Reform Movements from the 1800s

By ab1999
  • Fighting slavery

    Fighting slavery
    Quakers were the first to stop owing slaves in 1776. Every state as far as Virgina had anti-slavery socities by 1792. Slave trade ended in 1808 so Northern shipping commuinties had no more interest in slaves. Slavery ended in the North by the early 1800s, but many Northerners still excepted Southern slavery because Northern factory owners liked the cheap cotton that the South provided.
  • Period: to

    Second Great awakening

    This movement gave hope to many people because preachers told people they could be forgiven of their sins if they did good works. Before the Second Great Awakening, preachers told people God had already decided who was going to heaven.

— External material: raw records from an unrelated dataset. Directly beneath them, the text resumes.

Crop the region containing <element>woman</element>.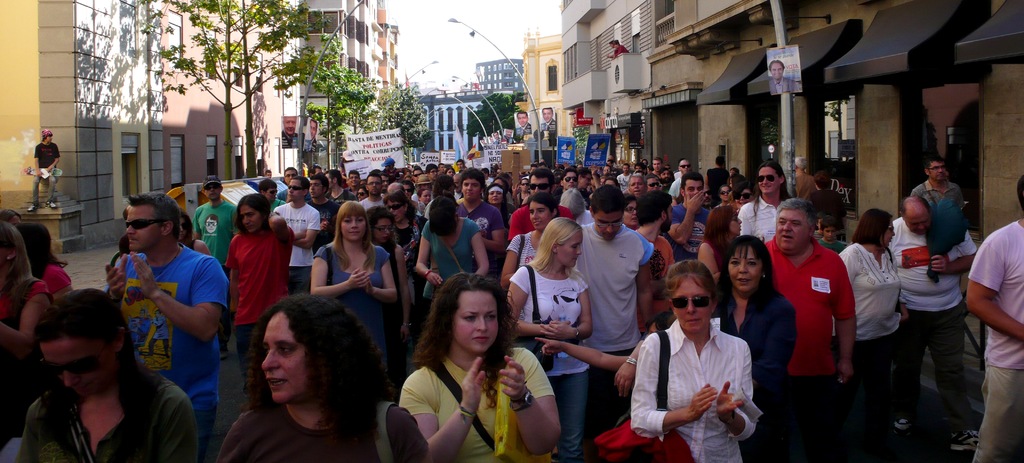
Crop region: <bbox>16, 223, 75, 301</bbox>.
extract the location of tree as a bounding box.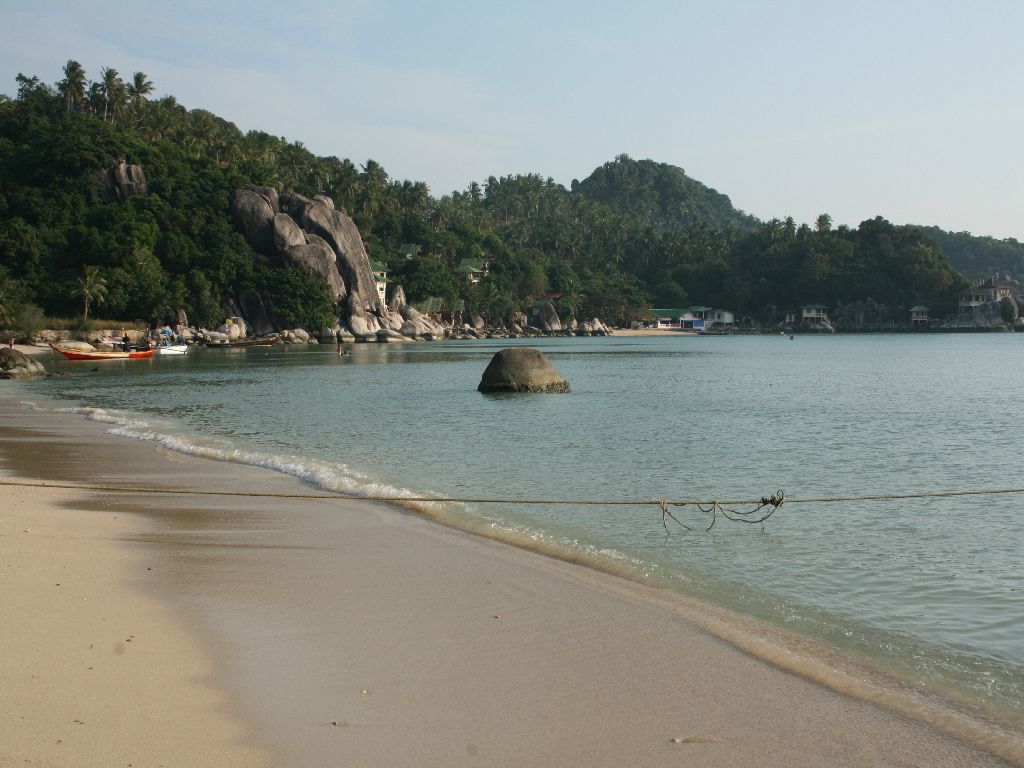
pyautogui.locateOnScreen(61, 261, 114, 329).
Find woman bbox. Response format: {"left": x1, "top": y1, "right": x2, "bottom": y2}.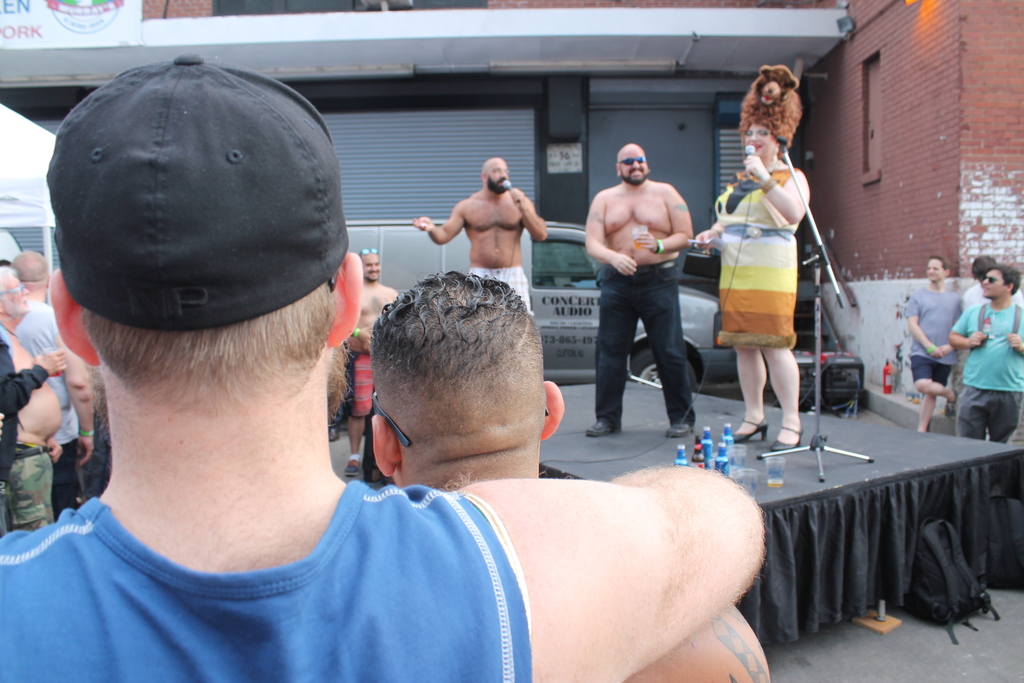
{"left": 709, "top": 92, "right": 831, "bottom": 452}.
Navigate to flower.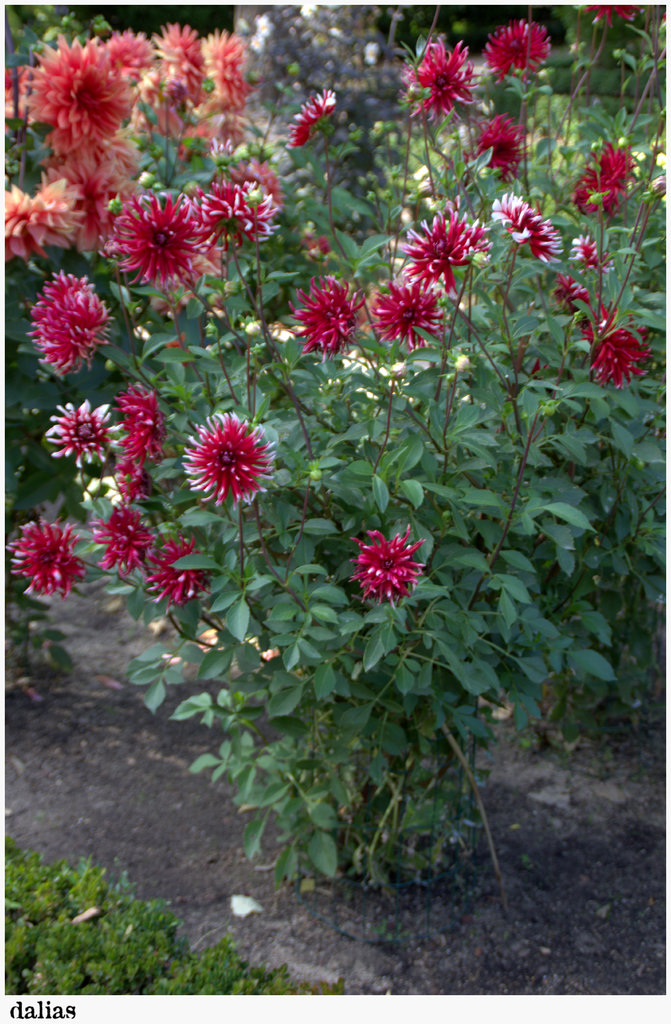
Navigation target: bbox(356, 524, 422, 612).
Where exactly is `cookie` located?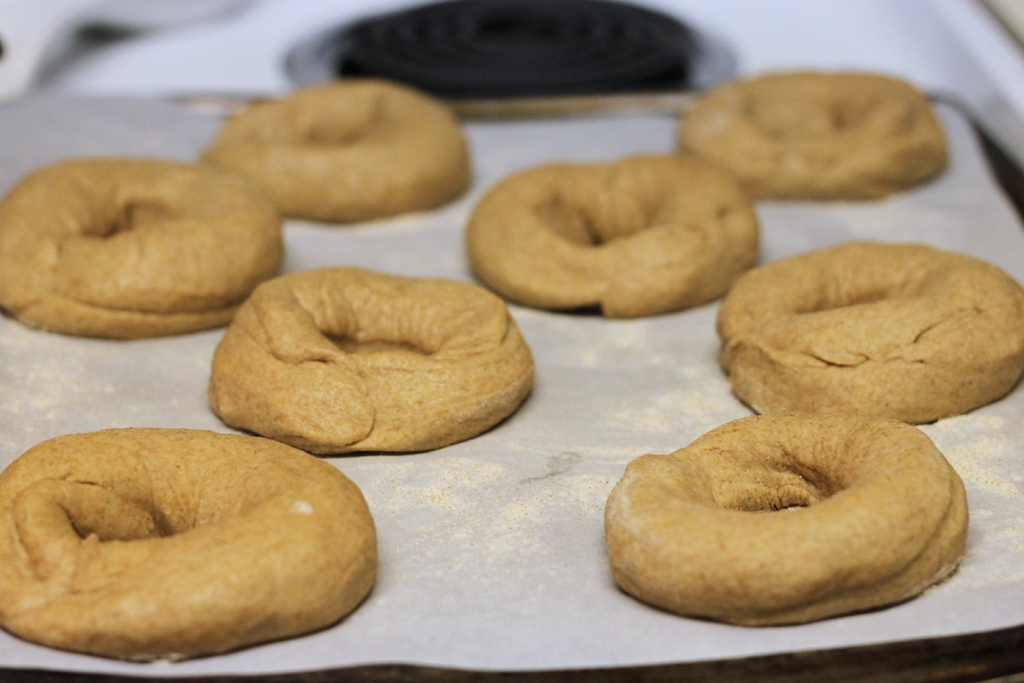
Its bounding box is 594, 414, 980, 641.
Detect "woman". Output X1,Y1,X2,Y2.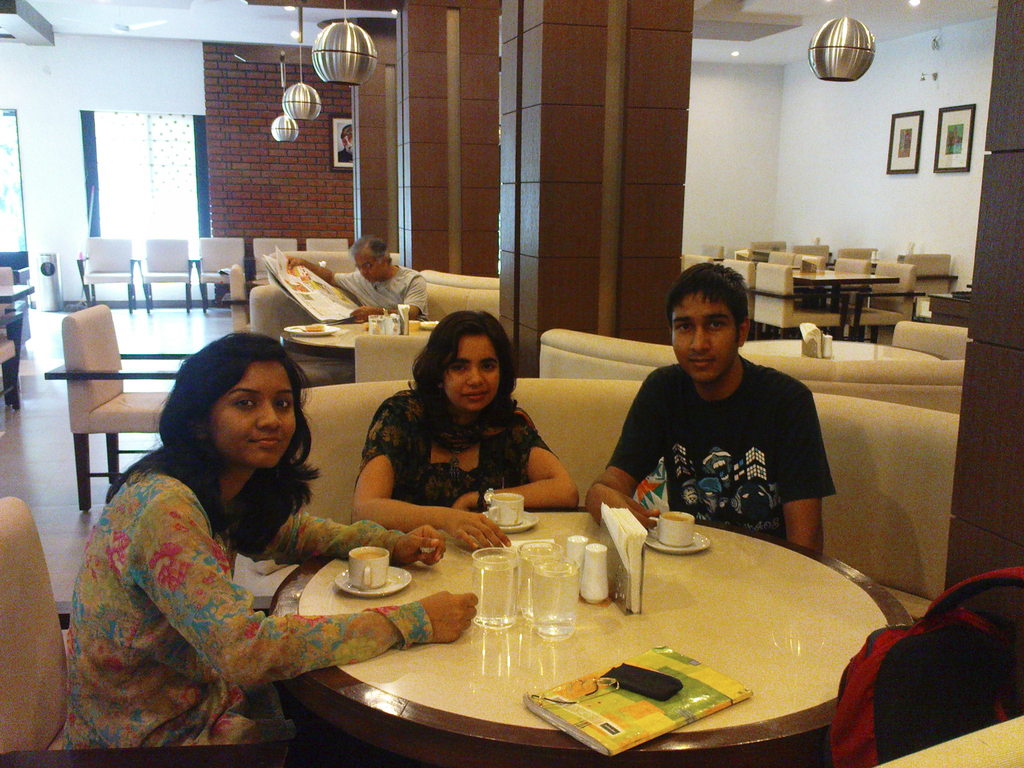
72,305,373,767.
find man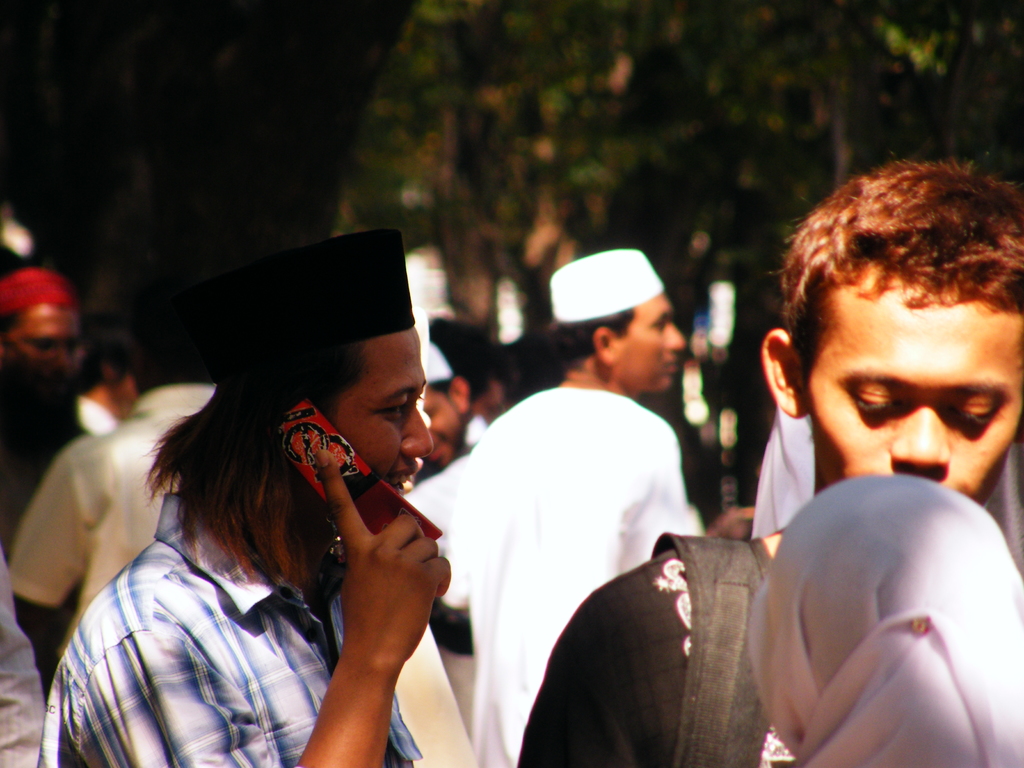
515 159 1023 767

The Second Great Awakening influenced many people to improve the United States.
  • Ohio's Oberlin College

    Ohio's Oberlin College
    Education for girls and women started making progress. In 1837, Ohio's Oberlin college became the first college to admit women. In the 1860s, when states started the first public universities, most of them excepted women.
  • Reforming the treatment of prisoners and the menatally ill

    Reforming the treatment of prisoners and the menatally ill
    Dorthea Dix went to go teach Sunday school in a prison one day in 1841. She saw that the prisoners were locked in cages and bound in chains. Many children were locked up in cages for minor thefts. Adults who owed a little less than $20 were locked up and they couldn't earn any money so they stayed in prison for life. Dorthea Dix was horrified by the living conditions and dedicated her life to make better living conditions for prisoners.
  • Seneca Falls Convention

    Seneca Falls Convention
    Over 300 people gathered for the Seneca Falls Convention on July 19, 1848. Of those people, there were 40 men there. At this convention, they proposed a document for women's rights. It was called the Declaration of Sentiments and it was modeled after the Declaration of Independence. The new declaration listed the acts of tyranny by men over women like how the Declaration of Independence stated King George's acts of tyranny over the colonists.
  • Improving Education

    Improving Education
    Many states in the North and West decided to listen to Horace Mann's ideas of free eduction and set up public schools. Many white boys attended public schools. Although they had free education, public school was not offered to everyone. African Americans and girls did not recieve public education in the South. If African Americans attended school, they would have to go to a seperate school that recieved little money.
  • Dorthea Dix dies

    Dorthea Dix dies
    By the time that Dorthea Dix died, many changes were made to the prisons. They created justice systems for troubled children and they no longer put debtors in prison. Most state governments outlawed cruel and unusal punishments.